Recall using your cellphone when you were at the hospital, as a patient or visiting, how is the.....

How is the reception?

Did you get any reception at all? And if you do, is the call quality acceptable?

Please chime in. If the service is poor, why do you think the signal is so weak? Is it the walls? The type of building material?

Just got out of the hospital a month ago, and the reception is just as good as anywhere else.

The wifi isn’t as great, but it’s adequate. Once in a while it just wouldn’t let me load anything, so I’d have to get off and use cellular data on my iPad, but I’d get on fifteen minutes later or so and be fine.

Probably it’s the hospital equipment interfering with your cellphone signal. See if you can get the charge nurse to shut off the cardiac monitors and respirators.

*Our hospital used to prohibit cellphones in patient care areas. Now they just ask visitors to shut off their cellphones within three feet of patient care equipment. Not sure if that’s vigorously enforced.

Cell phone reception in hospitals is typically awful. Especially don’t expect good reception in or near the radiology department, where the walls and floors may be reinforced and shielded for the needs of the heavy, high-powered Xray and MRI equipment.

Long ago, I used to carry an AT&T phone and a T-Mobile phone. I had service from T-MO in the waiting room at the hospital, but not on my AT&T phone.
More recently, I only carry an AT&T phone, but it gets good reception at the same waiting room.

The doctors get the shift cell-phone when they come on shift. The give it to the next doctor when they go off shift.

Reception is good enough that they gave up on pagers years ago.

(Australia, 3G GSM)

There was a time when the use of mobile phones was barred in hospitals on the grounds that they could interfere in some way with equipment.

My reception has been fine when I have been at the nearby hospital, both as a patient and as a non-patient. Thinking about it though, I probably haven’t used my cell phone in any areas that would have a strong likelihood to block it (either actually stopping the signal outright, or interference from equipment).

Just spent 3 days in hospital myself. AT&T cell service was good, no issues. Their WiFi was also good, but restricted access to some Web sites.

Moderator Action

While there are factual aspects to this, the OP is also informally polling for personal experiences. So let’s move this to IMHO where both can be discussed.

Moving thread from General Questions to In My Humble Opinion.

Cell phone users are stubbornly stupid. Tell them that using a cell phone on a plane could cause problems and they’ll use them on a plane anyway. Tell them not to use it in a hospital because it interferes with equipment and they use them there anyway. It often seems like the best way to guarantee that someone will use a cell phone in a particular area is to hang a sign there saying that you can’t use a cell phone in that area.

So electronics designers have just had to cope. The electronics on a plane are ridiculously shielded. Hospital equipment is designed with nearby cell phone use in mind. Everything designed today is much more immune to cell phone interference than older equipment.

Of course, cell phones can still interfere with some things. Trying to get people not to use their cell phones is a lost cause though.

A cell phone is a radio transmitter (that’s how it works) so it is MUCH more likely that your cell phone would interfere with hospital equipment than the other way around.

and I promise that when I see signs telling me not to use my cell phone I will do what they tell me to do. You seem to be assuming the presence of those signs.

In the ER? No reception. In the ICU? Full 4G.

When I was in hospital back in February, the cell reception was perfectly fine in any area I tried to use it.

My 4-day hospital stint a couple years ago had zero restriction on cell phone use. I was on mine constantly as I have unlimited data and no need for WiFi, no problems. There was also no restriction on visitors. If people wanted to visit at 2am, they could.

I’ll note that every nurse, aid, physical therapist, or doctor I saw during my stay had either their own or a hospital issued cell phone for use during their shift.

No issues with reception in the emergency area (that little room behind the curtain where you wait before you get the actual room) and in the actual room. Had all kinds of heart equipment hooked up and the nurses never told me to put it away. I have no idea about the call quality, I was looking up trivia on Wikipedia.

For my local hospital it’s pretty shitty but that’s due to the location: out of town, with diverse bunches of hills between it and any telephone towers. It’s better in the higher floors. You can ask to use the phones at any of the nurses’ stations, reception, etc. and so long as you’re not taking the last one they’ll let you (the phones are set up in such a way that if a station has three and gets called, picking any of the three takes the call).

For the hospitals in the capital it’s good, but those are in the capital, not 3km outside it.

Wifi is good in all of them.

And the hospital still has the “no cell phone” signs.

Last time I was in a hospital they had a cell phone recharge station with an assortment of connections for the convenience of patients who were transported in with their phone but without their charger.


▶ TASK
Among the entries, which lines carry the string "spot"? Copy every one.

▶ EXERCISE DATA
================
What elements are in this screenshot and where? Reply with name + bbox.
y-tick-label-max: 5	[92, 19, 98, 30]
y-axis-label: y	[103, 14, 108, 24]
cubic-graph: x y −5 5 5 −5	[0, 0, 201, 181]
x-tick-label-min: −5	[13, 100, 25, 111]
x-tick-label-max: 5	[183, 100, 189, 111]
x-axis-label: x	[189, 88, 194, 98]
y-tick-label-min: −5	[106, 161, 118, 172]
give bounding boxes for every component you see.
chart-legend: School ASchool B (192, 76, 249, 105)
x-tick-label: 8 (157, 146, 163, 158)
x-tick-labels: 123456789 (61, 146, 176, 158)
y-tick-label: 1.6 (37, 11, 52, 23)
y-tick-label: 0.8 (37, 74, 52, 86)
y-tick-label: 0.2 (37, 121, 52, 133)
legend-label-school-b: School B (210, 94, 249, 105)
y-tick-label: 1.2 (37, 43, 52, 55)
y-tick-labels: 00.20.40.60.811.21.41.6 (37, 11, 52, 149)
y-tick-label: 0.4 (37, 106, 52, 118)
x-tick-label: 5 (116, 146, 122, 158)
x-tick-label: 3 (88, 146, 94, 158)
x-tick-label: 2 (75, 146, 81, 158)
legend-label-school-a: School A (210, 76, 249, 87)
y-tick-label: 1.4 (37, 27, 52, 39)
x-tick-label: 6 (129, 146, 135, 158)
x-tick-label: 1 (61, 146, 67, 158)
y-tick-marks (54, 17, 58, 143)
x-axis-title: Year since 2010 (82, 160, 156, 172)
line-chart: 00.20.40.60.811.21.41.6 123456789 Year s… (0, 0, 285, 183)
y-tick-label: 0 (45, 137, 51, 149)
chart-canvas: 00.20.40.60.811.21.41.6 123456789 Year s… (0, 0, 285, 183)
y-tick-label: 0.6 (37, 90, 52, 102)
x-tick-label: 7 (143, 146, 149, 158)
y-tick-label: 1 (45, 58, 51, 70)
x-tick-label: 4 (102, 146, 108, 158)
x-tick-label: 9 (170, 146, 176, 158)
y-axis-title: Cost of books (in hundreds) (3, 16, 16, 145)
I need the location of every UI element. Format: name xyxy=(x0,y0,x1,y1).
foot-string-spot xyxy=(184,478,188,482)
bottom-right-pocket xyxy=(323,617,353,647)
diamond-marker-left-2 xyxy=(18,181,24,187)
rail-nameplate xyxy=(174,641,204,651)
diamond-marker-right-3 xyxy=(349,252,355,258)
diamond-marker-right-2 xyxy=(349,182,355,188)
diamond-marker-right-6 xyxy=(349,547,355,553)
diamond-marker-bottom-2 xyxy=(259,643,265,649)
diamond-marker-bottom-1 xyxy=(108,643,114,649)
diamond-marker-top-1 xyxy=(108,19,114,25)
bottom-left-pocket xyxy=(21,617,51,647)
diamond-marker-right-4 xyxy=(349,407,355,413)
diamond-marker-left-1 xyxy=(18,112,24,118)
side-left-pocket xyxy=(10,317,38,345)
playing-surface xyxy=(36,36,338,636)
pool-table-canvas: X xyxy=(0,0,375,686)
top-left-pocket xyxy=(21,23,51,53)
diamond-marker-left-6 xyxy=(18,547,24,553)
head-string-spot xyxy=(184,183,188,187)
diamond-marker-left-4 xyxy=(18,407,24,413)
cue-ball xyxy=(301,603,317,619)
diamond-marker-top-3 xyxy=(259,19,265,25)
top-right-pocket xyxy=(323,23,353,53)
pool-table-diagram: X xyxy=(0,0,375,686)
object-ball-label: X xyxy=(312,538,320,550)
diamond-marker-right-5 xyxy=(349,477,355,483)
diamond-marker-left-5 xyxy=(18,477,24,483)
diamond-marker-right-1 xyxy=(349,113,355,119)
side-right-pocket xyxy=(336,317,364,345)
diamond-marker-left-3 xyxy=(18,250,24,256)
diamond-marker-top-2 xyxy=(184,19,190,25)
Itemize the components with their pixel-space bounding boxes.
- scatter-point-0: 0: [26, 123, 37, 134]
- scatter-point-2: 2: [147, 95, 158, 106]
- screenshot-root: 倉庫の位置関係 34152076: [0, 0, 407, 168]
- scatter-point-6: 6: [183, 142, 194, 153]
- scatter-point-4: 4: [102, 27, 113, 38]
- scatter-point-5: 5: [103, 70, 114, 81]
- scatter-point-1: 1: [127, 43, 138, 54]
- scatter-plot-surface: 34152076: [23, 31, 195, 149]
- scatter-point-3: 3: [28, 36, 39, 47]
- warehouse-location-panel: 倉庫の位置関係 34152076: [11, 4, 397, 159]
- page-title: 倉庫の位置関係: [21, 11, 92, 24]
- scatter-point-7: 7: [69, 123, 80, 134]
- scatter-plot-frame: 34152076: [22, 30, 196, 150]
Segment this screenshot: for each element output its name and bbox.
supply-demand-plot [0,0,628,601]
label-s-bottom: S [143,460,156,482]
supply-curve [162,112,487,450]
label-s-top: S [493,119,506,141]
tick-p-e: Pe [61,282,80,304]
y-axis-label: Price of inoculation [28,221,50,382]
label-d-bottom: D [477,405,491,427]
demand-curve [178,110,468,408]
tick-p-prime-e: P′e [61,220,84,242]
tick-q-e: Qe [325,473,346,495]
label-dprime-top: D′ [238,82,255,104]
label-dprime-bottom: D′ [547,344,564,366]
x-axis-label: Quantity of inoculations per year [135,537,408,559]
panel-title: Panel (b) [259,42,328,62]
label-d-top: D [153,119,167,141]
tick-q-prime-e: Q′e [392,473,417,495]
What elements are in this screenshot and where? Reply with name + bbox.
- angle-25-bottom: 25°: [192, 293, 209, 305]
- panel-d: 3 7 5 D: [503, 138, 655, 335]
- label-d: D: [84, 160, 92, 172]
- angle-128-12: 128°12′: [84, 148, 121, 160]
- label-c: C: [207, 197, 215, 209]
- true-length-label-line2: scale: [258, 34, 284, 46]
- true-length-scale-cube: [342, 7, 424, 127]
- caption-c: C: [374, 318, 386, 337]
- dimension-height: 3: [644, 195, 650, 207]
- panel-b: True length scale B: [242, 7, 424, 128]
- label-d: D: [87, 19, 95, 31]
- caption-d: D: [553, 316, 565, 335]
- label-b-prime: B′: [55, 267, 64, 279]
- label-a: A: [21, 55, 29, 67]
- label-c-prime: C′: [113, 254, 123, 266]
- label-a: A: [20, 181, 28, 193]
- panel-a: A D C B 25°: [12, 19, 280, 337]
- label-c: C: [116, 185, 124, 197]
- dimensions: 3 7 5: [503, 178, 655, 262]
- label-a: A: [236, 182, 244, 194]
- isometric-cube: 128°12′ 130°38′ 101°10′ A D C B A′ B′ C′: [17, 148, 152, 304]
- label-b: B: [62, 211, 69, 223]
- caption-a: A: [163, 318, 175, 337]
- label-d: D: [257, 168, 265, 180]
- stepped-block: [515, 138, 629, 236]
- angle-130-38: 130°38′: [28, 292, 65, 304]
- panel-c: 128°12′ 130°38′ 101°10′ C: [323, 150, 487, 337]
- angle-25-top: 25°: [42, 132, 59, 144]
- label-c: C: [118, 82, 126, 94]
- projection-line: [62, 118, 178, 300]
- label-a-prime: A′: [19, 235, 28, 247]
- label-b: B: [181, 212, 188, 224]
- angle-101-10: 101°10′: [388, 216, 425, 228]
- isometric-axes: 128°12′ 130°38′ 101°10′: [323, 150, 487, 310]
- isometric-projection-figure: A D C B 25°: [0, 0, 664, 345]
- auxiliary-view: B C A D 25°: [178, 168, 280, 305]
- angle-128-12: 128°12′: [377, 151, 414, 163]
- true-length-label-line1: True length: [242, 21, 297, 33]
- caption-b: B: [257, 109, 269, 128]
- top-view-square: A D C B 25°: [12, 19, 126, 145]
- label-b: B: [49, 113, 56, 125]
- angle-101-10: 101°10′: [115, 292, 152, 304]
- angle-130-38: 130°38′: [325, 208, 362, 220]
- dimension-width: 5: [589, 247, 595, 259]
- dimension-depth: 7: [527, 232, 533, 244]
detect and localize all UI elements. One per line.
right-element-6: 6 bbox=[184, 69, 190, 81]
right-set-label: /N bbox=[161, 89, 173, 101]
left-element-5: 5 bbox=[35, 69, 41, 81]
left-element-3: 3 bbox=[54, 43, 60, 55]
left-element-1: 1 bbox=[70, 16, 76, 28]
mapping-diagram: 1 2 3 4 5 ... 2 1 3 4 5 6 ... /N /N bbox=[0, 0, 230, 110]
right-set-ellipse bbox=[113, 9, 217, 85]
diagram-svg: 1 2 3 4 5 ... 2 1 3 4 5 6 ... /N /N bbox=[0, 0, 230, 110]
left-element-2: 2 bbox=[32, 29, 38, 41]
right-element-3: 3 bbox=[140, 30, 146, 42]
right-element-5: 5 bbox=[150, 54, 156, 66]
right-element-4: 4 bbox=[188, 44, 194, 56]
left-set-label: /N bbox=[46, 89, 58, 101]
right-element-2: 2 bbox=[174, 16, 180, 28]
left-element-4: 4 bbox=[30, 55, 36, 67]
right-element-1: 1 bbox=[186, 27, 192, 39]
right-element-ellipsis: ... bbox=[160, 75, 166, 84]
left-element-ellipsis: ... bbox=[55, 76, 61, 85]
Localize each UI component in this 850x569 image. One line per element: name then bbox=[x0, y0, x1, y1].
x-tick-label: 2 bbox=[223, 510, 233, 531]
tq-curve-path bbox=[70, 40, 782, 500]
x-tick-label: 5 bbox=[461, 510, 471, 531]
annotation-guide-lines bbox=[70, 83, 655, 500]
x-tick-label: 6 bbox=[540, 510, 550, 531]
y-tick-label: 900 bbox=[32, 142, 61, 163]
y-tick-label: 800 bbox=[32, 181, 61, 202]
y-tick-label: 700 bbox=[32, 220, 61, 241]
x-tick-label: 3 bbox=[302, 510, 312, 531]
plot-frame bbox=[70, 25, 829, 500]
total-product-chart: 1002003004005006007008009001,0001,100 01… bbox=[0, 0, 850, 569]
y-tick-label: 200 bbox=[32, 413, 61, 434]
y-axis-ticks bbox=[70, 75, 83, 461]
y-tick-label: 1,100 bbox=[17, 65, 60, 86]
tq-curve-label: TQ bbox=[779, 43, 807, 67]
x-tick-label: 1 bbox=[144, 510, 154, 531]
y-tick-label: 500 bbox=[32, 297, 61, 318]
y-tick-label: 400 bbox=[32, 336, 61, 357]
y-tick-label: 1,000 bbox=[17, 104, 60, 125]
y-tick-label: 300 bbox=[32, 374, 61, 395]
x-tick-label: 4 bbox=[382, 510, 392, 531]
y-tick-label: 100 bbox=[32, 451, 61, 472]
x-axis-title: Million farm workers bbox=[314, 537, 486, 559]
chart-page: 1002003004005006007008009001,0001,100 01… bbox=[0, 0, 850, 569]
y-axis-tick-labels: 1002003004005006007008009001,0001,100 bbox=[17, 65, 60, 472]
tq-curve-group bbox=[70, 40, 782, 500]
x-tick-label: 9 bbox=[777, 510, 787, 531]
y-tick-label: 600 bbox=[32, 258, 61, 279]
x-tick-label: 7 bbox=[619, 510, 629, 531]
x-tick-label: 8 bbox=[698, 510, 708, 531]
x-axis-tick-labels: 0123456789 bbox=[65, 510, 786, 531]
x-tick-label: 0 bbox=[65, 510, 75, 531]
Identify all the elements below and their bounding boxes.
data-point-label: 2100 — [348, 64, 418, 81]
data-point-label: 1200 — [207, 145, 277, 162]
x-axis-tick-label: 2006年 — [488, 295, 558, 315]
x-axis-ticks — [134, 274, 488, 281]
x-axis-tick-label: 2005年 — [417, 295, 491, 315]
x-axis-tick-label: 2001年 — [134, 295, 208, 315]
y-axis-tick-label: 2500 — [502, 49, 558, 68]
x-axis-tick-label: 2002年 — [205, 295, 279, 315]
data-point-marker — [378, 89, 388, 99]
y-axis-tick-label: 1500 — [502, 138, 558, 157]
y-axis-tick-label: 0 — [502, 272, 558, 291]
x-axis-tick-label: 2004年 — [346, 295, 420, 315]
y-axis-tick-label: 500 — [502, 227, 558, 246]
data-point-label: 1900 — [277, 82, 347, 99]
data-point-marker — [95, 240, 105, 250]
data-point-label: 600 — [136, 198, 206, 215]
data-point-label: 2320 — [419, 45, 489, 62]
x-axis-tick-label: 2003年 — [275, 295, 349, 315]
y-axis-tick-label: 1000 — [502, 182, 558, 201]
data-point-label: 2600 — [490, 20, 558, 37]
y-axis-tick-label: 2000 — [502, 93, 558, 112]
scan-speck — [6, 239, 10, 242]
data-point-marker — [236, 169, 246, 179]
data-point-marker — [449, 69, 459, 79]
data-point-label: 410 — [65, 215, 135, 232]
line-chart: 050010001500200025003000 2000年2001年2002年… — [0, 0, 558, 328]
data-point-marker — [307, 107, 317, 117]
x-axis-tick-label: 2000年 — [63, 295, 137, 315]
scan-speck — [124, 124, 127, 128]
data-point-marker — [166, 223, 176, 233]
================
▶ OUTPUT
foot-string-spot xyxy=(184,478,188,482)
head-string-spot xyxy=(184,183,188,187)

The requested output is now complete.